Kristin looked subdued. “How did you know?”

“Going back for the film. It didn’t make sense for Jocelyn to want it more than you did, so we looked you both up in the Radhurst yearbook. But I wasn’t certain until I saw you.” He looked pained. “But do take time to straighten out that passport. You’re too good a reporter to waste time in jail.”

 

****

 

Brinkman watched Novak with amusement as the footsteps of Sledge and Kristin faded down the hall. Free of bureaucratic entanglements himself, he wondered how his friend would approach the problem.
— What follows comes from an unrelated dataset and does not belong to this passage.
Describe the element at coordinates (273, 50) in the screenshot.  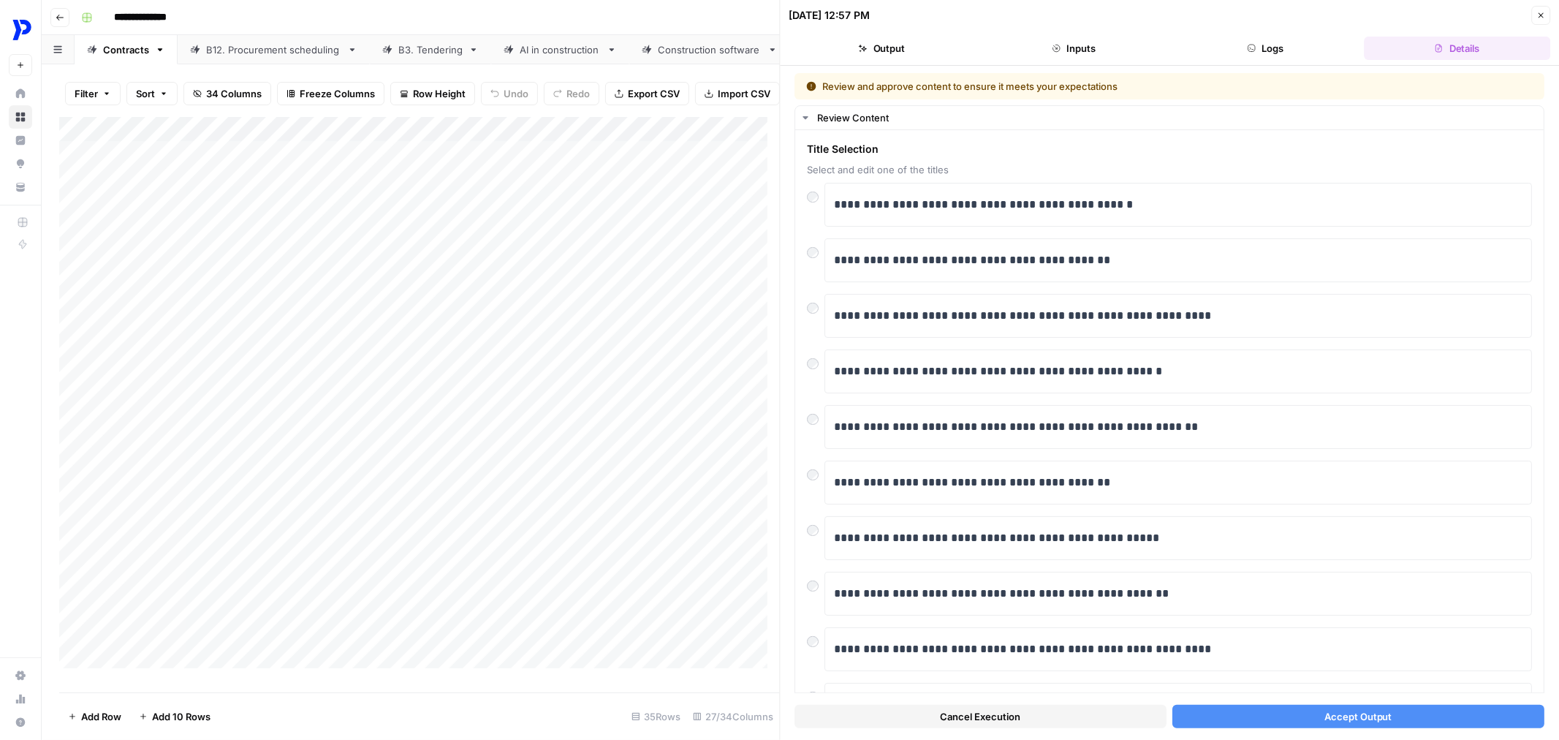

Novak made a wry face. “The director will love this. Someone we don’t know has built a clandestine chemical weapons factory in a friendly nation that has no capability for dealing with it. It’s going to be messy.”

Brinkman laughed. “The operation itself or the bureaucratic wrangle of deciding what to do?”

“Both.” Novak showed a wry grin. “I don’t suppose your organization would—”

“Definitely not. We don’t do covert operations.”

“You handled the rescue for Steve Spinner.”

“Spinner worked that directly with Sledge. We only made a few contacts for them. But back to your problem: you need more than this report to recommend action.”

Novak sighed. “I’ve already requested aerial photo coverage of the area around Chozadolor.”

“Satellite?”

“You know better than to ask that. You haven’t had a clearance for years.”

“Now you’re talking like one of those bureaucrats you hate. After that, I shouldn’t tell you some things I’ve heard recently…maybe related, maybe not.”

“Will you tell me, or do I have to jump through hoops?”

“Only four or five. Look, the factory is the immediate problem, but we have two others beyond it. Diego Contreras isn’t capable of setting up that factory by himself. So we have to find the source of his information and materials. And the money. Someone has to be bankrolling that operation. Then there’s the problem of the weapons already shipped from the factory. Where did they go, and how can we stop them from reaching the wrong hands?”

Novak looked glum. “OK, so we have three problems. Any ideas other than shadowing Staab?”

“Maybe something on the weapons already shipped out. It’s conjectural, but it may connect. One of our Army’s radar operators in Colombia told my people a story about slow-moving aircraft flying north out of central Colombia with no flight plan.”

“That happens all the time. Drug flights.”

“Could be. What caught the radar operator’s attention was that out over the Caribbean—just before they flew off of his scope—the aircraft turned northeast.”

Novak shrugged one shoulder. “So the druggies make deliveries somewhere between Puerto Rico and Grenada.”

“Come off of it, Brian. You know as well as I do, Grenada would be due east. Use the information or not—it’s all the same to me.”

“I’ll talk to our radar people.” He sucked in a breath through his teeth. “If it comes to an operation against that factory, I’d like to get Sledge in on it.”

“He won’t be interested. He’ll be too busy spending the small fortune Steve Spinner paid him.”

“His interest doesn’t matter. I notice he holds a reserve commission in the Army.”

“You found that out, did you?” Brinkman shook his head in mock disappointment. “Shame on you, Brian. Sometimes I think you’re as unscrupulous as I am.”